Mama asked, “So why are you up drinkin’ all this water at this hour?”

“I woke up hot and needed to cool down,” I said, taking another swig. “Hot flash.”

“Hot flash? I thought you were done with the change.”

“I thought so, too, but I guess I’m still changing.”

“Well, you might wanna get that checked out. You don’t wanna change too much. Your aunt Marjorie started changin’ and kept it

up till she changed into a man.”

“Oh, she did not and you know it.”

“Okay, maybe she didn’t switch all the way over to a man, but Marjorie grew a mustache, shaved her head, and took to wearin’

overalls to church. I’m not sayin’ the look didn’t suit her; I’m just sayin’ you can draw a straight line between her first

hot flash and that bar fight she died in.”

I ate a grape and said, “Point taken.”

We sat in silence, me thinking about Big Earl in spite of telling myself I wouldn’t, and Mama thinking about God knows what. She

stood up and walked to the window that looked out onto the side yard. She said, “It’s gonna be a truly beautiful Sunday morning.

I love it hot. You should get some rest before you go to church.” She turned away from the window and said, talking to me like

she used to when I was a kid, “Go on to bed now, git.”

I obeyed. I put my glass in the sink and replaced the half-empty bowl of grapes and the water pitcher in the fridge and headed

back toward my bedroom. I turned around and said, “Say hi to Daddy for me.”

But Mama had already slipped out the back door. Through the window, I saw her slowly making her way through my sorry excuse for a

garden. She stopped and shook her head with disapproval at the stunted stalks, insect-chewed vegetables, and pale blooms that made

up my pitiful little plots. I knew what I would hear about on her next visit.

Back in the bedroom, I climbed into the bed and squeezed in close to my husband. I propped myself up on one elbow, leaned over

James, and kissed the rough scar on his jaw. He grunted, but didn’t wake up. I lay back down and pressed myself against his back.

Then I reached around and brought my hand to rest on James’s stomach.
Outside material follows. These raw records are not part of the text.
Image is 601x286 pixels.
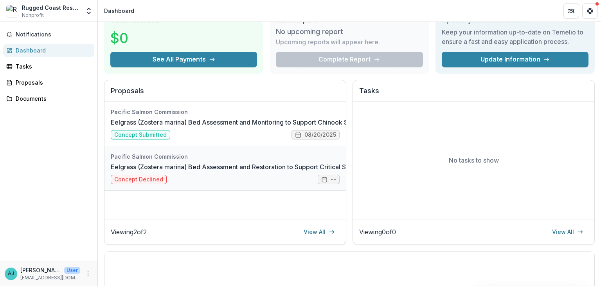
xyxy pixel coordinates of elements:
[564,3,579,19] button: Partners
[16,94,88,103] div: Documents
[16,46,88,54] div: Dashboard
[111,162,453,171] a: Eelgrass (Zostera marina) Bed Assessment and Restoration to Support Critical Salmon Habitat in We...
[16,78,88,86] div: Proposals
[104,7,134,15] div: Dashboard
[276,37,380,47] p: Upcoming reports will appear here.
[8,271,14,276] div: Ania Javorski
[64,267,80,274] p: User
[299,225,340,238] a: View All
[442,27,589,46] h3: Keep your information up-to-date on Temelio to ensure a fast and easy application process.
[3,28,94,41] button: Notifications
[359,227,396,236] p: Viewing 0 of 0
[16,31,91,38] span: Notifications
[111,227,147,236] p: Viewing 2 of 2
[582,3,598,19] button: Get Help
[548,225,588,238] a: View All
[3,76,94,89] a: Proposals
[3,92,94,105] a: Documents
[83,269,93,278] button: More
[20,266,61,274] p: [PERSON_NAME]
[101,5,137,16] nav: breadcrumb
[22,4,80,12] div: Rugged Coast Research Society
[20,274,80,281] p: [EMAIL_ADDRESS][DOMAIN_NAME]
[111,86,340,101] h2: Proposals
[16,62,88,70] div: Tasks
[3,44,94,57] a: Dashboard
[276,27,343,36] h3: No upcoming report
[111,117,388,127] a: Eelgrass (Zostera marina) Bed Assessment and Monitoring to Support Chinook Salmon Habitat
[449,155,499,165] p: No tasks to show
[22,12,44,19] span: Nonprofit
[442,52,589,67] a: Update Information
[110,27,169,49] h3: $0
[6,5,19,17] img: Rugged Coast Research Society
[3,60,94,73] a: Tasks
[110,52,257,67] button: See All Payments
[83,3,94,19] button: Open entity switcher
[359,86,588,101] h2: Tasks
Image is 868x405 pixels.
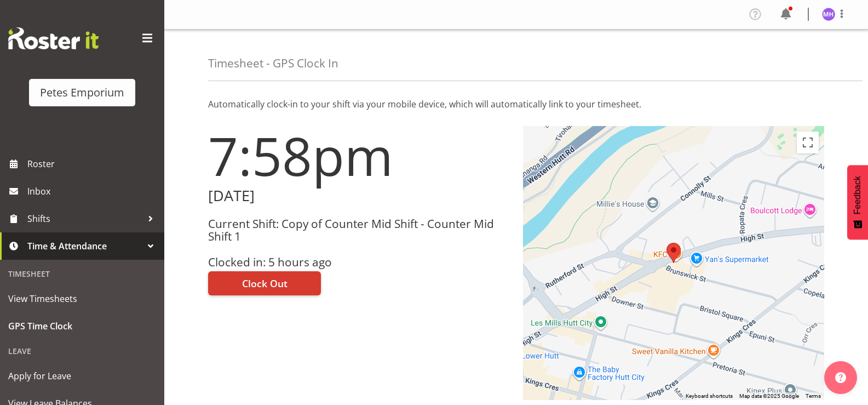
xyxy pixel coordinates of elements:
[526,385,562,399] img: Google
[2,339,162,362] div: Leave
[2,312,162,339] a: GPS Time Clock
[8,367,156,384] span: Apply for Leave
[806,392,821,399] a: Terms (opens in new tab)
[822,8,836,21] img: mackenzie-halford4471.jpg
[28,238,142,254] span: Time & Attendance
[28,156,159,172] span: Roster
[8,317,156,334] span: GPS Time Clock
[526,385,562,399] a: Open this area in Google Maps (opens a new window)
[686,392,733,399] button: Keyboard shortcuts
[8,28,99,49] img: Rosterit website logo
[209,256,510,268] h3: Clocked in: 5 hours ago
[2,262,162,285] div: Timesheet
[847,165,868,239] button: Feedback - Show survey
[8,291,156,306] span: View Timesheets
[209,126,510,185] h1: 7:58pm
[209,217,510,243] h3: Current Shift: Copy of Counter Mid Shift - Counter Mid Shift 1
[836,372,846,383] img: help-xxl-2.png
[2,285,162,312] a: View Timesheets
[2,362,162,389] a: Apply for Leave
[40,84,124,101] div: Petes Emporium
[209,97,825,111] p: Automatically clock-in to your shift via your mobile device, which will automatically link to you...
[28,183,159,199] span: Inbox
[242,276,287,291] span: Clock Out
[209,57,339,69] h4: Timesheet - GPS Clock In
[209,271,321,295] button: Clock Out
[739,392,799,399] span: Map data ©2025 Google
[853,176,862,214] span: Feedback
[28,210,142,227] span: Shifts
[209,187,510,204] h2: [DATE]
[797,131,819,153] button: Toggle fullscreen view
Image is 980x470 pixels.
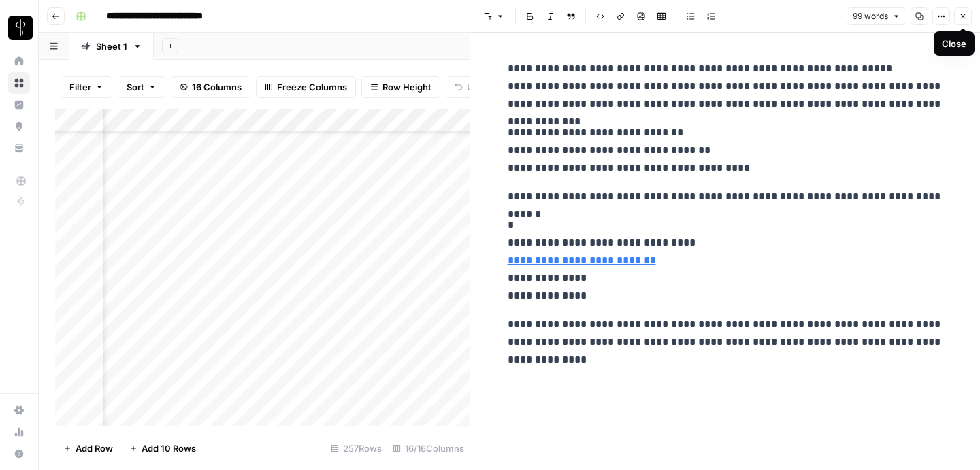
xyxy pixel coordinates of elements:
[69,33,154,60] a: Sheet 1
[8,443,30,465] button: Help + Support
[121,437,204,460] button: Add 10 Rows
[277,80,347,94] span: Freeze Columns
[171,76,251,98] button: 16 Columns
[55,437,121,460] button: Add Row
[853,10,889,22] span: 99 words
[8,72,30,94] a: Browse
[8,16,33,40] img: LP Production Workloads Logo
[8,94,30,115] a: Insights
[60,76,112,98] button: Filter
[126,80,144,94] span: Sort
[8,50,30,72] a: Home
[383,80,432,94] span: Row Height
[69,80,91,94] span: Filter
[256,76,356,98] button: Freeze Columns
[387,437,470,460] div: 16/16 Columns
[192,80,242,94] span: 16 Columns
[361,76,441,98] button: Row Height
[8,115,30,138] a: Opportunities
[325,437,387,460] div: 257 Rows
[943,37,966,50] div: Close
[446,76,499,98] button: Undo
[8,399,30,421] a: Settings
[76,441,113,456] span: Add Row
[142,441,196,456] span: Add 10 Rows
[96,40,127,53] div: Sheet 1
[847,7,907,25] button: 99 words
[8,421,30,443] a: Usage
[8,138,30,159] a: Your Data
[8,11,30,45] button: Workspace: LP Production Workloads
[118,76,165,98] button: Sort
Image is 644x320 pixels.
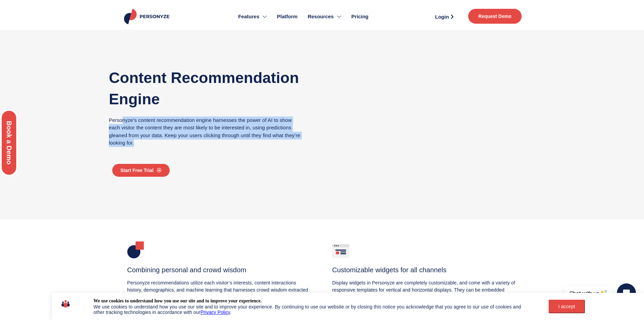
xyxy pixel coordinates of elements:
[232,4,272,29] a: Features
[127,279,312,301] p: Personyze recommendations utilize each visitor’s interests, content interactions history, demogra...
[94,298,262,303] div: We use cookies to understand how you use our site and to improve your experience.
[548,300,584,313] button: I accept
[238,13,259,20] span: Features
[112,164,170,177] a: Start Free Trial
[427,12,461,22] a: Login
[333,279,517,301] p: Display widgets in Personyze are completely customizable, and come with a variety of responsive t...
[351,13,368,20] span: Pricing
[127,266,246,273] span: Combining personal and crowd wisdom
[120,167,153,173] span: Start Free Trial
[552,303,581,309] div: I accept
[468,9,522,24] a: Request Demo
[94,303,531,314] div: We use cookies to understand how you use our site and to improve your experience. By continuing t...
[346,4,373,29] a: Pricing
[302,4,346,29] a: Resources
[308,13,333,20] span: Resources
[272,4,302,29] a: Platform
[277,13,298,20] span: Platform
[108,117,304,147] p: Personyze’s content recommendation engine harnesses the power of AI to show each visitor the cont...
[333,266,446,273] span: Customizable widgets for all channels
[200,309,231,314] a: Privacy Policy
[435,14,449,19] span: Login
[479,14,512,18] span: Request Demo
[108,67,304,109] h1: Content Recommendation Engine
[123,9,173,24] img: Personyze logo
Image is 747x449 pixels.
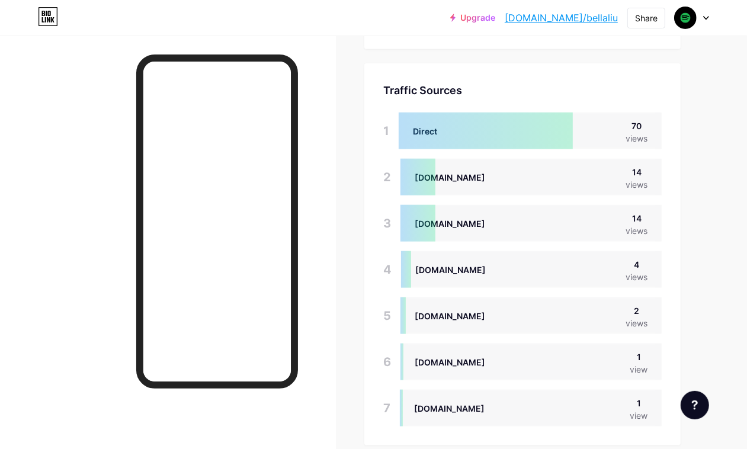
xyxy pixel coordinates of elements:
[625,212,647,224] div: 14
[625,166,647,178] div: 14
[414,310,485,322] div: [DOMAIN_NAME]
[625,178,647,191] div: views
[383,343,391,380] div: 6
[450,13,495,22] a: Upgrade
[625,304,647,317] div: 2
[625,271,647,283] div: views
[625,132,647,144] div: views
[629,397,647,409] div: 1
[414,402,484,414] div: [DOMAIN_NAME]
[629,363,647,375] div: view
[629,409,647,422] div: view
[629,350,647,363] div: 1
[625,258,647,271] div: 4
[383,251,391,288] div: 4
[635,12,657,24] div: Share
[414,171,485,184] div: [DOMAIN_NAME]
[383,112,389,149] div: 1
[625,120,647,132] div: 70
[383,297,391,334] div: 5
[625,317,647,329] div: views
[415,263,485,276] div: [DOMAIN_NAME]
[414,356,485,368] div: [DOMAIN_NAME]
[625,224,647,237] div: views
[504,11,618,25] a: [DOMAIN_NAME]/bellaliu
[674,7,696,29] img: Bellali Unkown
[383,159,391,195] div: 2
[383,205,391,242] div: 3
[383,390,390,426] div: 7
[383,82,661,98] div: Traffic Sources
[414,217,485,230] div: [DOMAIN_NAME]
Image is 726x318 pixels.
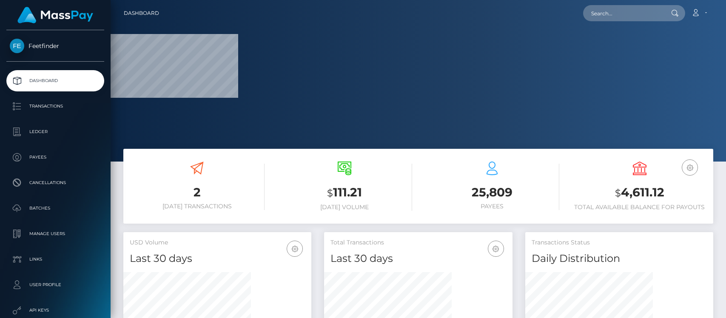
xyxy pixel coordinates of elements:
a: Manage Users [6,223,104,245]
h4: Last 30 days [331,252,506,266]
h5: Transactions Status [532,239,707,247]
img: Feetfinder [10,39,24,53]
h4: Last 30 days [130,252,305,266]
a: User Profile [6,274,104,296]
a: Transactions [6,96,104,117]
a: Batches [6,198,104,219]
a: Payees [6,147,104,168]
small: $ [327,187,333,199]
img: MassPay Logo [17,7,93,23]
h5: Total Transactions [331,239,506,247]
p: Transactions [10,100,101,113]
p: User Profile [10,279,101,292]
p: Manage Users [10,228,101,240]
span: Feetfinder [6,42,104,50]
h3: 2 [130,184,265,201]
h5: USD Volume [130,239,305,247]
p: Dashboard [10,74,101,87]
p: Links [10,253,101,266]
input: Search... [583,5,663,21]
p: API Keys [10,304,101,317]
h3: 111.21 [277,184,412,202]
h6: Payees [425,203,560,210]
h3: 4,611.12 [572,184,707,202]
small: $ [615,187,621,199]
h4: Daily Distribution [532,252,707,266]
p: Cancellations [10,177,101,189]
a: Cancellations [6,172,104,194]
h6: [DATE] Transactions [130,203,265,210]
h6: Total Available Balance for Payouts [572,204,707,211]
a: Links [6,249,104,270]
p: Ledger [10,126,101,138]
a: Dashboard [124,4,159,22]
h3: 25,809 [425,184,560,201]
a: Dashboard [6,70,104,91]
p: Batches [10,202,101,215]
p: Payees [10,151,101,164]
h6: [DATE] Volume [277,204,412,211]
a: Ledger [6,121,104,143]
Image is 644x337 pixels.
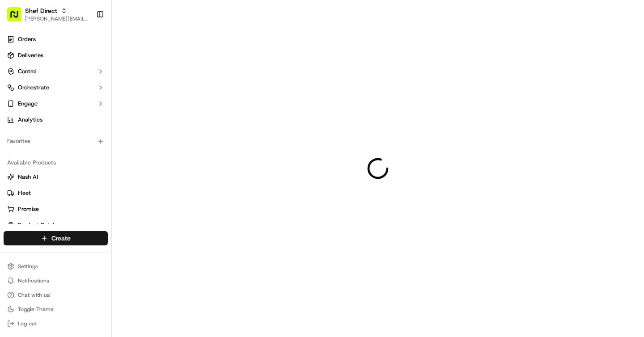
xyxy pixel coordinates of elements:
[18,189,31,197] span: Fleet
[18,221,61,229] span: Product Catalog
[25,15,89,23] button: [PERSON_NAME][EMAIL_ADDRESS][DOMAIN_NAME]
[18,306,54,313] span: Toggle Theme
[4,186,108,200] button: Fleet
[4,32,108,47] a: Orders
[4,113,108,127] a: Analytics
[7,221,104,229] a: Product Catalog
[4,170,108,184] button: Nash AI
[7,205,104,213] a: Promise
[18,263,38,270] span: Settings
[4,97,108,111] button: Engage
[52,234,71,243] span: Create
[4,202,108,216] button: Promise
[4,134,108,148] div: Favorites
[4,81,108,95] button: Orchestrate
[4,231,108,245] button: Create
[18,68,37,76] span: Control
[18,205,39,213] span: Promise
[18,173,38,181] span: Nash AI
[4,317,108,330] button: Log out
[7,189,104,197] a: Fleet
[18,277,49,284] span: Notifications
[25,6,57,15] button: Shef Direct
[18,100,38,108] span: Engage
[4,4,93,25] button: Shef Direct[PERSON_NAME][EMAIL_ADDRESS][DOMAIN_NAME]
[18,291,51,298] span: Chat with us!
[4,289,108,301] button: Chat with us!
[7,173,104,181] a: Nash AI
[4,156,108,170] div: Available Products
[18,320,36,327] span: Log out
[18,116,43,124] span: Analytics
[4,65,108,79] button: Control
[18,52,44,60] span: Deliveries
[4,48,108,63] a: Deliveries
[18,84,49,92] span: Orchestrate
[18,36,36,44] span: Orders
[4,303,108,315] button: Toggle Theme
[4,260,108,273] button: Settings
[4,218,108,232] button: Product Catalog
[4,274,108,287] button: Notifications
Squeezed against my man in the center of our king-size bed,

I fell asleep listening to the rhythm of his breathing.

Throughout the year that followed, I thought about that Sunday morning and how Mama’s visit had cooled me down and cheered me.

Even during the worst of the troubles that came later, I smiled whenever I recalled that visit and how sweet it had been for her

to come by, looking all done up in that cute sky-blue dress I hadn’t seen in the six years since we buried her in it.